As believers in Christ, we are also to pursue what Scripture calls the spiritual gifts. We utilize these gifts to serve the body of Christ. It is important to remember that we are all members of the body of Christ. That doesn’t mean we all do the same thing and serve the same way. Analogous to the physical body, Paul claims that the eye cannot say to the hand I have no need of you (I Corinthians 12:21). Every member of the body of Christ has a place in the church. It is not the same place as all other believers. Other forms of work I enjoy doing with Christian clients is exploring how they might fit into the body of Christ. It is important, however, for them to do this work in relation to their local church as well.

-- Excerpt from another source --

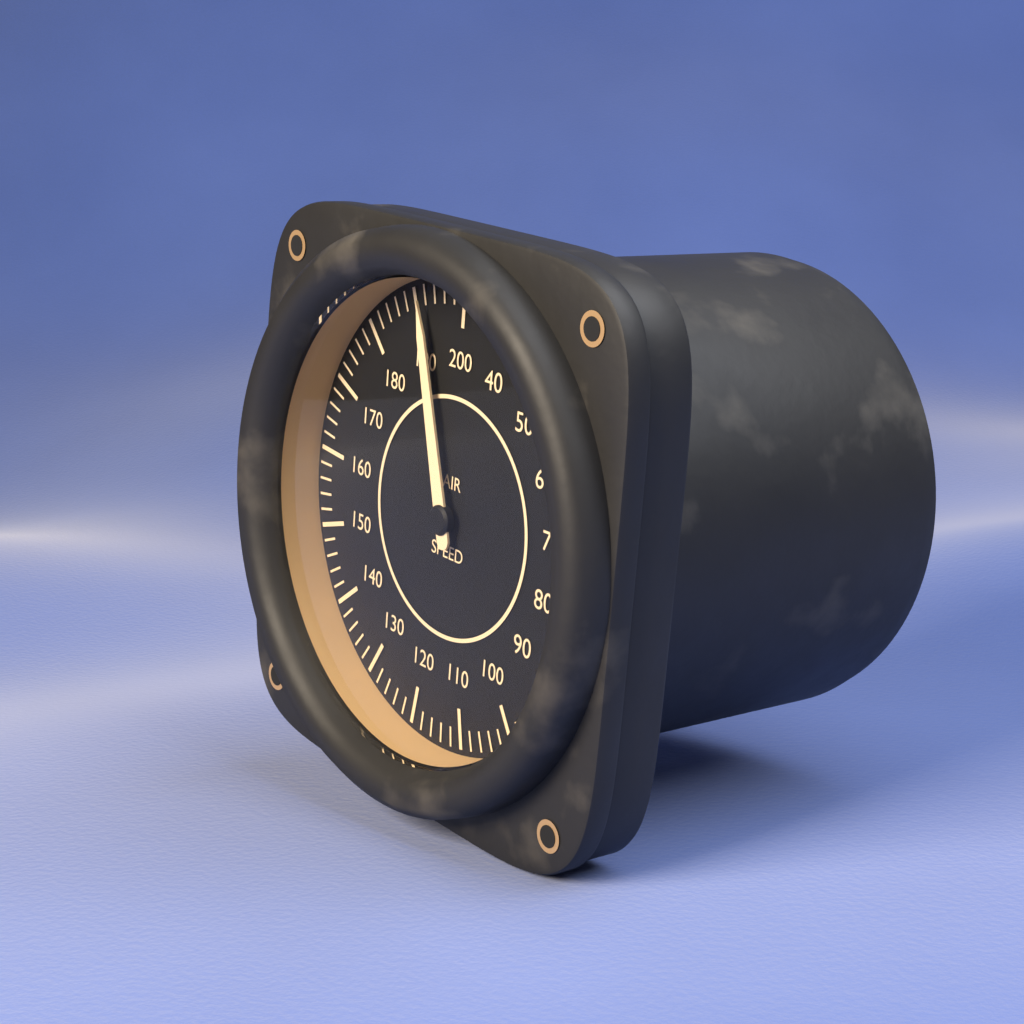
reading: 192 (no unit)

There are a lot of traps that believers can fall into when trying to decide what God has called them to do. It is not the purpose of this particular blog article to delve into that topic. It is, however, an important topic that believers need to explore. Such work is fulfilling work for me when I can help other believers work through these concerns.

Relationships

As believers in Christ, our relationships with our brothers and sisters in Christ are of the utmost importance. Although I’m not a pre-marital or marriage counselor, I can help individuals work through their concerns with various kinds of interpersonal relationships. I firmly believe that our understanding of how our relationships to others should work begins with our relationship with Triune God. If we are not developing our relationship with Christ who allows us to approach the throne of grace before the Father, then our interpersonal relationships can and will suffer.

As I stated above, forgiveness of and from others is one the main sources of personal pain we may suffer. Consequently, I work with believers to focus on what forgiveness means, and how it serves us. Others may withhold their forgiveness of us, but it is key to our wellbeing that we learn to forgive others, whether or not that leads to a restoration of friendships.

The ultimate foundation on which we all stand is grace. We must learn to develop and apply that notion to every area of our lives, including how we relate to others.

Conclusion

Sometimes believers can find it difficult to talk with others in their church about any concerns they are trying to navigate. The counseling room is a safe place where Christians can explore such navigations. My aim is not that counseling replace what they should find in the body of Christ. Instead I want to support what the body of Christ offers all its members. Working with other Christians who face the difficulties that life can and will throw at us is fulfilling work. I hope that any believer in Christ can enter my office and find the grace, safety, and encouragement to take on whatever challenges that life offers.